Larger financial institutions were more likely to receive better grades, according to the research report, which reviewed about 39,000 quarterly bank ratings from Standard & Poor's, Moody's Investors Service and Fitch Ratings from 1990 to 2011.
Inflated grades on bonds backed by subprime mortgages during the housing boom helped ignite the worst financial crisis since the Great Depression when their values plummeted five years ago. Analysts at the three firms were pressured to give their stamp of approval to complex investments to win lucrative business from Wall Street banks, the Senate Permanent Subcommittee on Investigations said last year in a report.
The “bias mostly reflects credit rating agencies' conflicting incentives with respect to large banks,” authors Harald Hau, Sam Langfield and David Marques-Ibanez wrote in the report posted on the European Central Bank's website, whose findings don't represent that of the ECB.

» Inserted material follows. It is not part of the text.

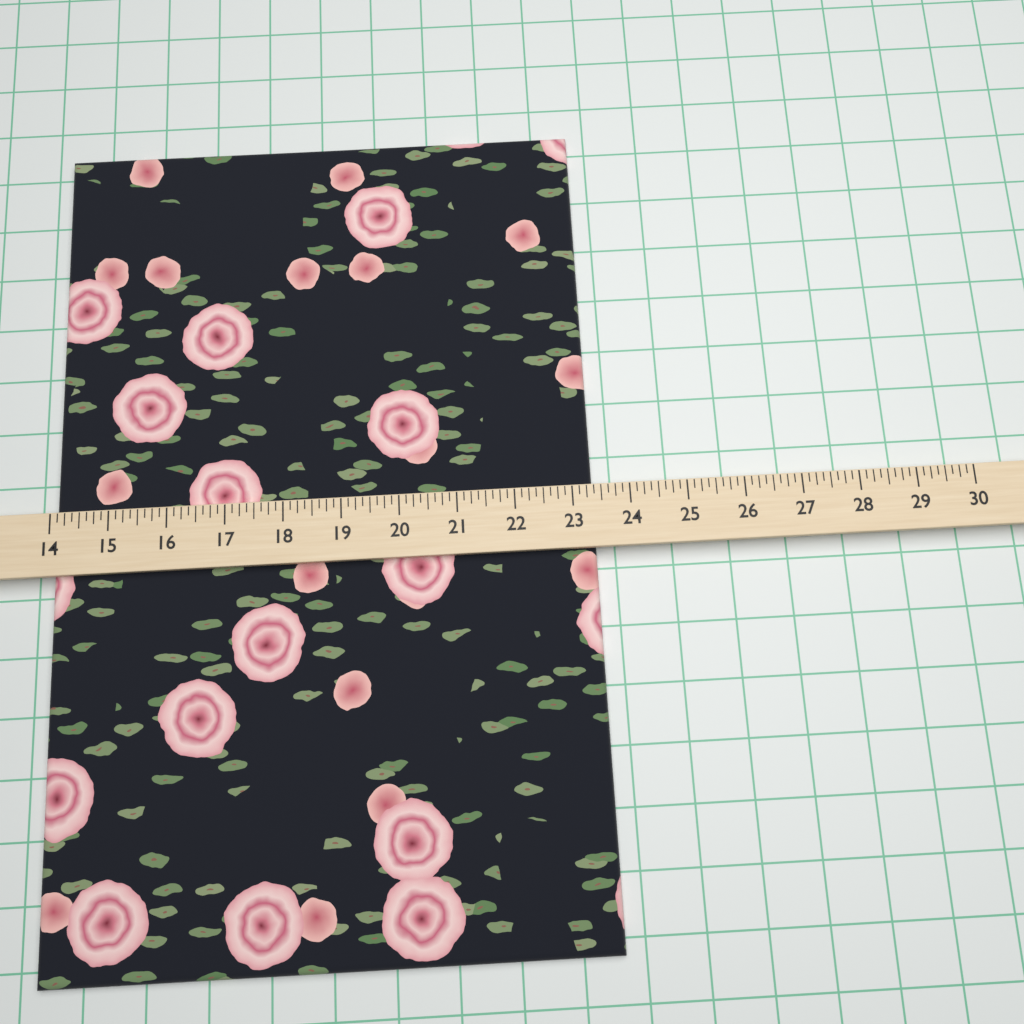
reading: 23.375 (no unit)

“We strongly disagree with the methodology and conclusions of the study,” Michael Adler, a spokesman for Moody's, said in a telephone interview, declining to give more details.

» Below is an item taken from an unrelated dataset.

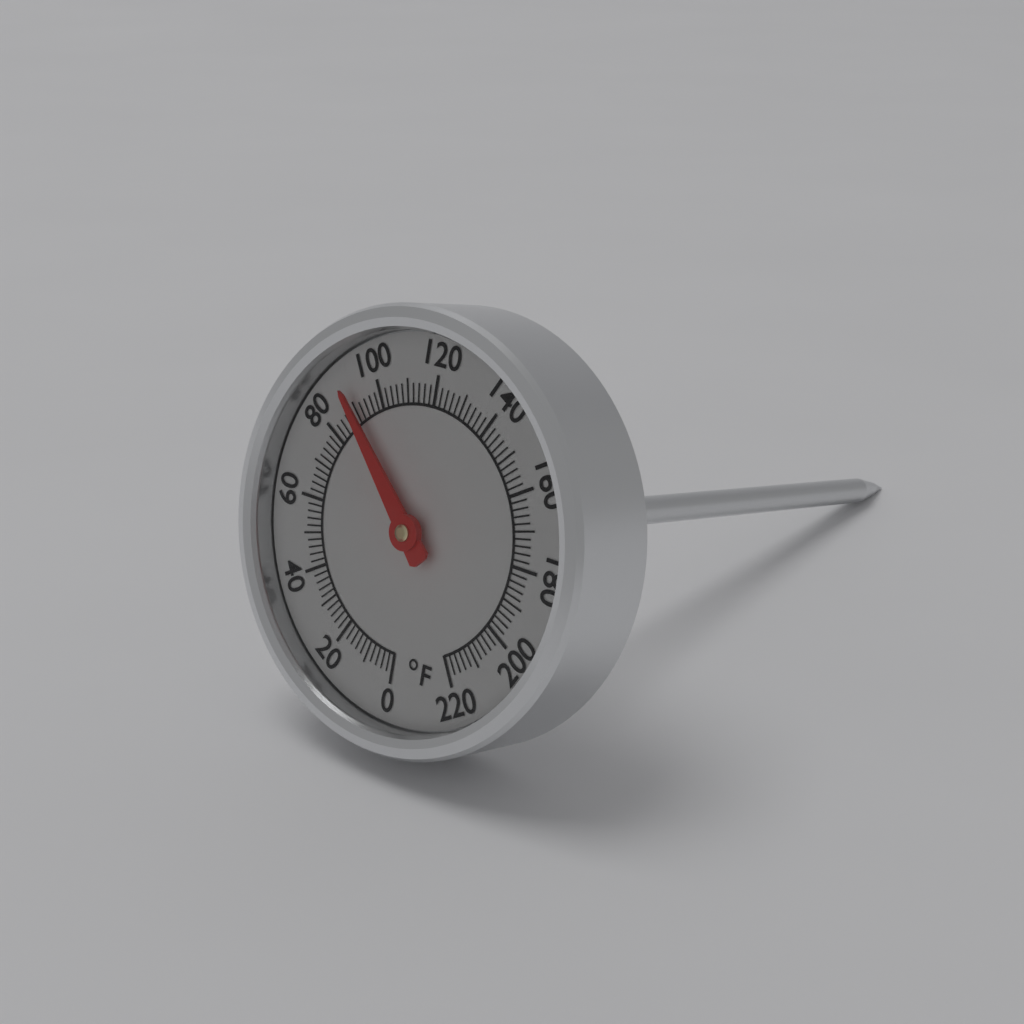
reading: 90 °F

“To suggest that large bank ratings are conflicted simply because those banks might also be in a 'stronger client position' is in our view a cynical leap — or what the ECB report calls a 'hypothesis',” Dan Noonan, a spokesman for Fitch, wrote in an e-mail. “No business model is completely free from potential conflicts of interest — what matters is how well they are managed and communicated to the market.”
Ed Sweeney, a spokesman for S&P, declined to comment.
Big banks systematically obtain more favorable credit ratings than smaller institutions because of their size and economic power, according to the study. At the extreme, large banks might become 'too big to downgrade' for a rating company.
“A bank's power in relation to a rating agency is related to its size,” the authors wrote. “Larger banks are more likely to have multiple and more comprehensive business relations with rating agencies.”
Banks may also enjoy higher ratings because many are considered to have “implicit” government support.
In 2007, S&P's structured finance group took in $561 million in revenue, sometimes charging banks more than $1 million to rate a single offering, according to the Senate panel. About 90 percent of AAA securities backed by subprime mortgages from 2006 and 2007 were later cut to junk, or below Baa3 by Moody's and lower than BBB- at S&P.